"Game Changer: NASA Data Tool Could Revolutionize Amazon Fire Analysis"
"The Amazon has already seen more forest fires this year than in all of 2019, according to satellite data made available in August 2020 by a new NASA fire analysis tool."
"The Amazon has already seen more forest fires this year than in all of 2019, according to satellite data made available in August 2020 by a new NASA fire analysis tool."
"Only remnants of this carbon-rich forest in the Maritimes remain after centuries of clear-cutting. Thousands of family forest owners have a stake in its survival. The question is: can they earn revenue from its protection rather than its destruction?"
"Wildfires in Western states aren't slowing down and conspiracy theories about who started them are only making things harder for responders."
"Extreme temperatures and more severe droughts, the result of human-caused climate change, have created a world that’s ready to burn."
"In California, smoke plumes spun into twisters made out of soot and flame, prompting the first-ever “fire tornado” warning. In Oregon, blazes advanced on towns so rapidly that even fire crews had to flee. Never in memory have so many fires burned so much land in so many places over such a short span of time. The smoke has enveloped the whole continent, dimming the sun in cities 2,000 miles away."
"Justin Silvera came off the fire lines in Northern California after a grueling 36 straight days battling wildfires and evacuating residents ahead of the flames. Before that, he and his crew had worked for 20 days, followed by a three-day break."
"Four west coast cities in the US currently rank in the top 10 for worst air quality in the world, as wildfires rage up and down the western seaboard, cloaking the entire region in smoke."
"Wildfires have now burned more than 4.6 million acres in 87 large fires across 10 states, according to the National Interagency Fire Center. At least 35 people have died in California, Oregon and Washington, The Associated Press reported."
"Democratic presidential nominee Joe Biden excoriated President Trump on Monday over his environmental record as wildfires continued to burn through much of the West and as the president used a trip to California to question the scientific consensus that climate change is a leading cause of the devastating blazes."
"As vast and fast wildfires continue to spread almost unprecedented destruction across America's three Pacific states, fire scientists, meteorologists and journalists have begun comparing the conflagrations to one firestorm 110 years ago."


**WORK TO BE COMPLETED:**
Report each line of the entries that contains the word "search", copied in full.

**RECORDS SHOWN:**
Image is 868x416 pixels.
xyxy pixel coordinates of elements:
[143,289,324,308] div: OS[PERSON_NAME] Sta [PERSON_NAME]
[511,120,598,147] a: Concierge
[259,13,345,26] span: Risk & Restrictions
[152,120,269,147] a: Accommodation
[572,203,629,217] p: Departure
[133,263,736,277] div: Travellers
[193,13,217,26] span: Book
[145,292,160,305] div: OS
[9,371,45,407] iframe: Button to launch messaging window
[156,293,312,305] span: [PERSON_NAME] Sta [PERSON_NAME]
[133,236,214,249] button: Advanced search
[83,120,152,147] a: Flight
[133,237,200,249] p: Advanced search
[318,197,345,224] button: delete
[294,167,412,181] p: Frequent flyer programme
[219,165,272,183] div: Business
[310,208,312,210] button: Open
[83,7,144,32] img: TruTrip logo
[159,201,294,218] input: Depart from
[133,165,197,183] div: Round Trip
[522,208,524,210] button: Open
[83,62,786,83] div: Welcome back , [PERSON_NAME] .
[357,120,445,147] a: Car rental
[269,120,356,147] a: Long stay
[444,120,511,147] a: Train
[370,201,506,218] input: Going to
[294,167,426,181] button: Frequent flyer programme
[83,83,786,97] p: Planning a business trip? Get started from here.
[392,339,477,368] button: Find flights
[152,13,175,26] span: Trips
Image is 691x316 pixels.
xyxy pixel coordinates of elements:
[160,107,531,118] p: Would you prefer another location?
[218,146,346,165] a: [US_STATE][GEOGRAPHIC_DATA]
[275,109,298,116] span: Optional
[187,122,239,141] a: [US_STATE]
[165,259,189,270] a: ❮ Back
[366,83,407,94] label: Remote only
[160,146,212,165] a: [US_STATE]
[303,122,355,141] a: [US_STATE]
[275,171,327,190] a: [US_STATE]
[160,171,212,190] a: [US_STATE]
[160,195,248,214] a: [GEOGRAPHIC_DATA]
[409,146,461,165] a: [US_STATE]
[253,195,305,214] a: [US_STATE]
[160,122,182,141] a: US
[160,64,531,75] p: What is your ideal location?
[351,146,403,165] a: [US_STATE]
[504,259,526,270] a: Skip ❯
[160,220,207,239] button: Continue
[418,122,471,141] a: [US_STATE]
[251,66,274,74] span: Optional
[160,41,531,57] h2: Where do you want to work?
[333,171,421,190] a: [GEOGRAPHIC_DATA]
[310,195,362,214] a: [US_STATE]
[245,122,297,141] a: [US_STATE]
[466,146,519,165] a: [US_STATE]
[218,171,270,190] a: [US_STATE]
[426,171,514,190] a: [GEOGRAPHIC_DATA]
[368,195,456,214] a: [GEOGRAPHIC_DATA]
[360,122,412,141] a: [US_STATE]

**WRITTEN REPLY:**
[133,236,214,249] button: Advanced search
[133,237,200,249] p: Advanced search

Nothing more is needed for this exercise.